Alirio Sendrea of Invexcel presented his in-depth investment thesis on Diageo (UK: DGE, US: DEO) at European Investing Summit 2025.
Thesis Summary
Diageo is the world’s largest premium spirits company, holding a 5% global value share and a 20% share in the premium-and-above segment. The company is 1.7x larger than its closest international peer and possesses an unparalleled portfolio of over 200 brands, including Johnnie Walker, Tanqueray, and Smirnoff, alongside a 34% stake in Moët Hennessy. The company is highly diversified, selling in 180 countries, and has a portfolio heavily weighted (over 60%) towards the premium-and-above segments, which is almost double the global average.
The spirits sector, as Alirio describes, has faced numerous headwinds that have caused it to go from “sunrise to moonlight,” with many fearing it as the “new tobacco.” These challenges include structural issues like consumer moderation and health consciousness (including GLP-1s) and changing Gen Z habits, as well as circumstantial issues like macro pressures on disposable income, inventory destocking after a post-COVID boom, and new tariffs. These factors led to the first US volume decrease in 30 years in 2023, causing valuations to collapse.
Alirio’s thesis argues this pessimism is misplaced, viewing the macro and inventory issues as transitory. He contends the structural shifts are manageable and create opportunities for “drinking less but better,” which favors Diageo’s premium portfolio. The company benefits from formidable moats, including immense scale, which provides bargaining power and a virtuous cycle of reinvestment. Other moats include the high barrier to entry from “aging,” which requires deep pockets to fund maturing inventory, and powerful brands that provide pricing power.
Diageo is leaning into these strengths, increasing its marketing (A&P) spend to 18% of sales while peers pull back, and growing its maturing inventory to drive future premium sales. Financially, Diageo leads its peers with stable operating margins, a higher ROIC, and superior cash conversion (69% EBITDA to CFO vs. 61% for peers). Alirio highlights that the company is prioritizing organic growth, funded by its strong FCF, and is also embarking on an efficiency plan. While leverage (Net Debt/EBITDA) is at the high end of its 2.5-3.0x target range, he views it as manageable and notes potential upside optionality not included in his valuation, such as portfolio restructuring.
Alirio’s valuation starts from a conservative “no-growth” top-line scenario and a normalized 29% operating margin. He values the Moët Hennessy stake at $7.1 billion using an 18x P/E multiple. His target price is derived from an average of three methods: an EV/EBIT (Market) multiple of 17.4x, an EV/EBIT (Transactions) multiple of 20.4x, and a P/FCF multiple of 18x. This methodology yields a target price of 28-29 pounds per share. Compared to a recent price of 1,750p, Alirio believes this offers a decent margin of safety for a quality, moaty business whose long-term profile is being blurred by short-term noise.
Disclaimer
European Investing Summit 2025 was held from October 28 to November 3, 2025. The content of this website is not an offer to sell or the solicitation of an offer to buy any security. The content is distributed for informational purposes only and should not be construed as investment advice or a recommendation to sell or buy any security or other investment, or undertake any investment strategy. There are no warranties, expressed or implied, as to the accuracy, completeness, or results obtained from any information set forth on this website. BeyondProxy’s officers, directors, employees, and/or contributing authors may have positions in and may, from time to time, make purchases or sales of the securities or other investments discussed or evaluated herein.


▸ **Task directions**
Check each line of the listing below for the string "jeudi", then copy every line that has it.

▸ **Exercise inputs**
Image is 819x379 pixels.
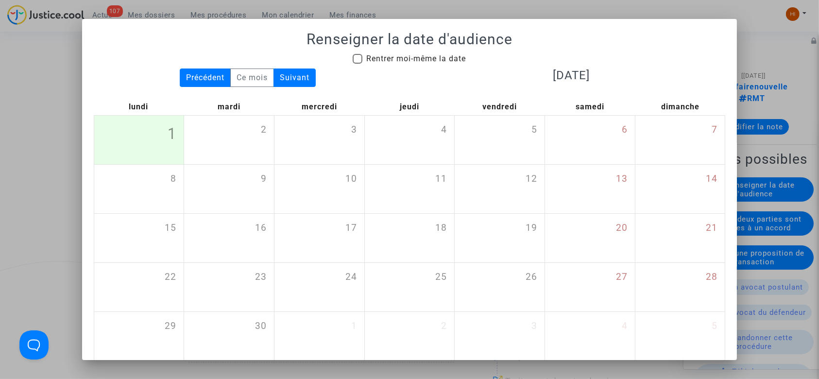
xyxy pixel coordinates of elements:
span: 23 [255,270,267,284]
span: 7 [712,123,718,137]
span: 15 [165,221,176,235]
div: dimanche septembre 28 [635,263,725,311]
span: 1 [168,123,176,145]
div: mercredi septembre 24 [274,263,364,311]
span: 13 [616,172,628,186]
span: 4 [622,319,628,333]
div: lundi septembre 22 [94,263,184,311]
span: 2 [261,123,267,137]
div: mardi septembre 23 [184,263,274,311]
span: 3 [351,123,357,137]
div: mercredi septembre 17 [274,214,364,262]
div: samedi octobre 4 [545,312,635,360]
span: 21 [706,221,718,235]
span: 18 [435,221,447,235]
div: jeudi [364,99,455,115]
span: 27 [616,270,628,284]
div: mardi septembre 30 [184,312,274,360]
span: 10 [345,172,357,186]
div: samedi [545,99,635,115]
h1: Renseigner la date d'audience [94,31,726,48]
span: 4 [441,123,447,137]
span: 12 [526,172,537,186]
div: mercredi octobre 1 [274,312,364,360]
div: lundi [94,99,184,115]
span: 5 [712,319,718,333]
span: 19 [526,221,537,235]
div: samedi septembre 6 [545,116,635,164]
div: Suivant [274,68,316,87]
div: dimanche septembre 21 [635,214,725,262]
div: Précédent [180,68,231,87]
div: vendredi septembre 26 [455,263,545,311]
div: lundi septembre 1 [94,116,184,164]
div: samedi septembre 20 [545,214,635,262]
iframe: Help Scout Beacon - Open [19,330,49,360]
span: 28 [706,270,718,284]
div: mardi [184,99,274,115]
span: 17 [345,221,357,235]
span: 30 [255,319,267,333]
div: mercredi [274,99,364,115]
span: 8 [171,172,176,186]
span: 20 [616,221,628,235]
div: jeudi octobre 2 [365,312,455,360]
div: jeudi septembre 11 [365,165,455,213]
div: mardi septembre 16 [184,214,274,262]
div: Ce mois [230,68,274,87]
span: 1 [351,319,357,333]
div: dimanche septembre 7 [635,116,725,164]
div: dimanche [635,99,726,115]
div: mercredi septembre 10 [274,165,364,213]
span: 3 [531,319,537,333]
div: vendredi septembre 5 [455,116,545,164]
span: 5 [531,123,537,137]
span: 24 [345,270,357,284]
div: jeudi septembre 18 [365,214,455,262]
span: Rentrer moi-même la date [366,54,466,63]
div: mardi septembre 9 [184,165,274,213]
span: 22 [165,270,176,284]
span: 29 [165,319,176,333]
span: 2 [441,319,447,333]
div: vendredi [455,99,545,115]
div: jeudi septembre 4 [365,116,455,164]
div: samedi septembre 13 [545,165,635,213]
div: samedi septembre 27 [545,263,635,311]
span: 14 [706,172,718,186]
span: 25 [435,270,447,284]
span: 6 [622,123,628,137]
div: lundi septembre 29 [94,312,184,360]
div: vendredi septembre 19 [455,214,545,262]
div: lundi septembre 15 [94,214,184,262]
span: 9 [261,172,267,186]
div: mardi septembre 2 [184,116,274,164]
span: 11 [435,172,447,186]
div: mercredi septembre 3 [274,116,364,164]
span: 26 [526,270,537,284]
h3: [DATE] [417,68,725,83]
div: jeudi septembre 25 [365,263,455,311]
div: lundi septembre 8 [94,165,184,213]
div: vendredi septembre 12 [455,165,545,213]
div: dimanche septembre 14 [635,165,725,213]
div: vendredi octobre 3 [455,312,545,360]
span: 16 [255,221,267,235]
div: dimanche octobre 5 [635,312,725,360]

▸ **Exercise result**
div: jeudi [364,99,455,115]
div: jeudi octobre 2 [365,312,455,360]
div: jeudi septembre 11 [365,165,455,213]
div: jeudi septembre 18 [365,214,455,262]
div: jeudi septembre 4 [365,116,455,164]
div: jeudi septembre 25 [365,263,455,311]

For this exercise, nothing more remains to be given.